Melyridae (Soft-winged flower beetle) |
Thus, we reached a domestic crisis when a number of the creatures pictured here began falling out of every rose bloom that I, her knight-in-shining-armor, so chivalrously tried to gift her. And as I examined my roses closer, these were everywhere, hiding in the open blooms and running around or abandoning ship at the first sign of human interference or disruption. The blooms seemed to tolerate these free-loafer tenants without damage, but the bugs were surely putting a strain on the whole "I'm sorry for breathing, here are some roses to make up for it" sequence of my marriage.
Melyrids were once recognized as the "Bug of the Week" by someone calling herself "The BugLady," who appears to work for the University of Wisconsin Milwaukee Field Station. These beetles may contain batrachotoxins, potent heart and nerve toxins that are also found in poison dart frogs in the South Pacific, so I would recommend that you do not make Melyridae a mainstay of your own diet even though you'd have to eat your weight in them to be harmed. I think I'll keep the latter information from Mrs. ProfessorRoush, lest she begin shaking the blooming roses over my soup du jour.
Regarding my melyrid infestation, I view them as a simple byproduct of my religious conviction to not indiscriminately use insecticides in my garden. If I were spraying the roses with Silent-Spring-inducing poisions instead of allowing nature to find the controls for me, I'd have less melyrids, but also less ladybugs, and I would increase the chance that some insect that the melyrids normally eat would proliferate and cause more damage. So, I'm going to let bygones be bygones and simply shake out the roses a bit more carefully before presenting them to Mrs. ProfessorRoush. And hope that she forgives me.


● **Directions**
Your task is to copy each line of the records that includes the string "Image".

● **Records for this exercise**
◆ ◆ ◆ ◆ ◆ ◆ ◆

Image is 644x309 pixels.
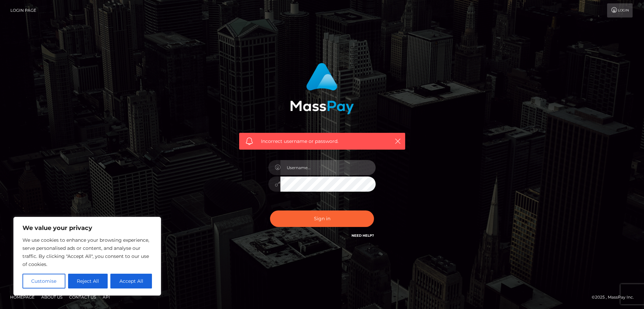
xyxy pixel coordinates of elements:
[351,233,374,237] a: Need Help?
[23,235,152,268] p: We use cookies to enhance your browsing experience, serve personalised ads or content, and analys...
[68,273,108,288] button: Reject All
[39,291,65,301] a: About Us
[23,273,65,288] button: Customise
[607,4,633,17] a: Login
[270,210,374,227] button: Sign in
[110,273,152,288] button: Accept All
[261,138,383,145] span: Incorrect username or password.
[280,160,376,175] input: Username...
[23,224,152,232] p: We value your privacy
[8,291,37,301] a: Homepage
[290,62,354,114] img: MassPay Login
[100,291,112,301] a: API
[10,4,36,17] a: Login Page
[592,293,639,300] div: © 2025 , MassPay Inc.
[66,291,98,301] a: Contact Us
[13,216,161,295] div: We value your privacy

◆ ◆ ◆ ◆ ◆ ◆ ◆

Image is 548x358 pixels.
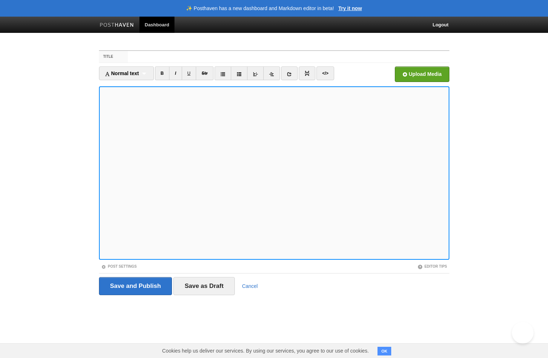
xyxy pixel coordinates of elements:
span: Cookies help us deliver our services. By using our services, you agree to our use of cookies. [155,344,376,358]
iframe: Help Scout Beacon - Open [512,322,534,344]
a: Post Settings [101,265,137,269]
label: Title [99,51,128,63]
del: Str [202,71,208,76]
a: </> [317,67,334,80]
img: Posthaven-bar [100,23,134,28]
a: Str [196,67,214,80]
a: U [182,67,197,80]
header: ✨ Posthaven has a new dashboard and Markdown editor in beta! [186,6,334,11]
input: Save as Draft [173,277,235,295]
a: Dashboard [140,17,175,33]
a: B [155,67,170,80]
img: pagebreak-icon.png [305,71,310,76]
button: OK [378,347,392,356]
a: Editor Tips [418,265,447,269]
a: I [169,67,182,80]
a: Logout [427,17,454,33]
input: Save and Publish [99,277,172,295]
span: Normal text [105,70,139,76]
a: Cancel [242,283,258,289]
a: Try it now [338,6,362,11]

◆ ◆ ◆ ◆ ◆ ◆ ◆

● **Response**
Image is 644x309 pixels.
Image is 548x358 pixels.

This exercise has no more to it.